How a Trenchless Maine Sewer Scope Works

Schedule usually same-week

Call (207) 401-7622 or book online. For real estate contingency deadlines we prioritize same-day or next-day appointments. Tell us the property address, age of home if you know it, and whether you have an accessible cleanout.

On-site: 30 to 60 minutes

A technician arrives with a self-leveling HD camera and locator. We access the lateral through an existing cleanout where possible. For homes without a cleanout, we may pull a toilet (re-sealed at no charge) or access through a basement stack. The camera travels to the municipal main or until it hits a blockage.

Real-time review with you

You watch the footage as we're inspecting. We point out pipe material, any problems, and what each image means in plain English. If you're the buyer and not yet at the property, we can do this by video call or phone.

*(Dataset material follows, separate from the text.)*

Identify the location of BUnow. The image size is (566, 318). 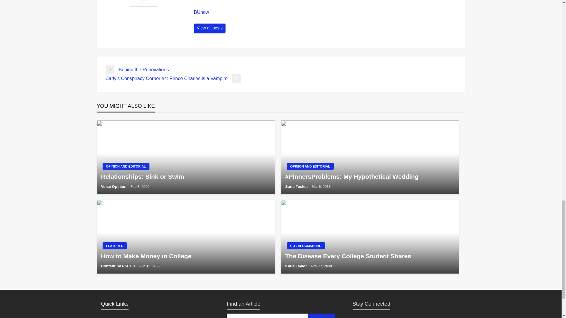
(210, 28).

Written report + digital recording

Within 24 hours (often same-day) you receive the full video recording as a digital file, pipe-material identification, and a written summary of findings. If repair is needed, you get a written estimate — with absolutely no obligation to use us.

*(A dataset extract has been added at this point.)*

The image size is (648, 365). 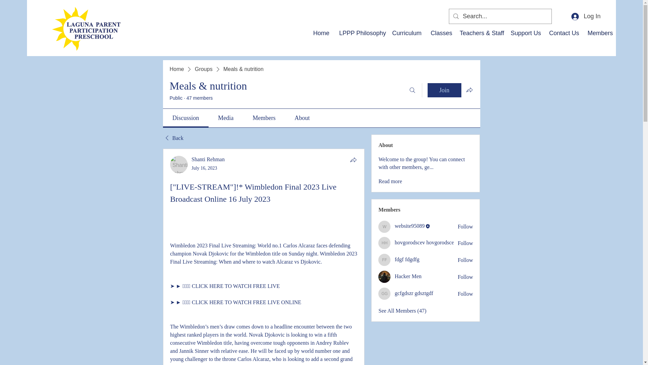 I want to click on Members, so click(x=599, y=33).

Frequently Asked Questions

How much does a sewer scope inspection cost in Maine?

Sewer scope inspections in Maine typically cost $150 to $300 for a standard residential inspection. The price depends on access, pipe length, and whether the property has an existing cleanout. Commercial and multi-unit inspections are priced on request. Compared to the $5,000–$25,000 cost of a surprise sewer repair, a scope is the cheapest due diligence you can do on a Maine home.

Most residential sewer scope inspections take 30 to 60 minutes on site. You receive the digital video recording and a written summary within 24 hours, often same-day for real estate contingency deadlines.

For any home built before 1980 in Maine, yes. Maine’s older housing stock in Portland, Bangor, Lewiston, and similar cities includes significant numbers of clay, cast iron, and Orangeburg sewer laterals that are near or past their design life. A standard home inspection does not include the sewer lateral. A failed sewer line is typically a $5,000–$25,000 surprise and not covered by homeowners insurance. A $200 scope inspection is the single highest-value due diligence item for Maine buyers.
A high-resolution, self-leveling camera travels through the sewer lateral from the cleanout (or toilet) to the municipal main. It reveals pipe material (clay, cast iron, Orangeburg, PVC), any cracks or fractures, root intrusion, joint offsets, bellies (sagging sections that hold water), buildup (grease, scale, debris), and collapsed sections. You receive a video recording, pipe-material identification, and a plain-English summary of what you’re looking at.
Yes and it’s one of the most valuable things a scope does. Orangeburg pipe (tar-impregnated wood fiber) was installed in Maine homes primarily from 1945 to 1972 and has a 30–50 year life expectancy. By 2026, all Orangeburg is beyond design life and actively failing. A camera scope identifies Orangeburg immediately by its oval, deformed cross-section. If your Maine home has Orangeburg, you are looking at repair or replacement, not maintenance.
Yes. Every Trenchless Maine sewer scope includes the full video recording (digital file you keep), pipe-material identification, a written finding summary, and — if repairs are needed — a clear, no-pressure recommendation. If your line is in good condition, we tell you that too. We do not upsell inspections into unnecessary repairs.
Yes. We work regularly with Maine home inspectors and realtors on pre-purchase sewer scopes. We accommodate inspection contingency timelines and can produce same-day reports for closing deadlines. Ask about our referral program.

You get options, not pressure. Depending on what the camera finds, repair might mean a spot liner, full CIPP lining, root removal via hydro jetting, or in rare cases traditional excavation. We give you a written estimate with the findings. You are free to get other quotes. The scope is independent of any repair work.

Stop Guessing. See What's in Your Sewer Line.

Book a sewer scope inspection anywhere in southern or central Maine. Same-day appointments available for real estate contingency deadlines. Digital recording and written summary included.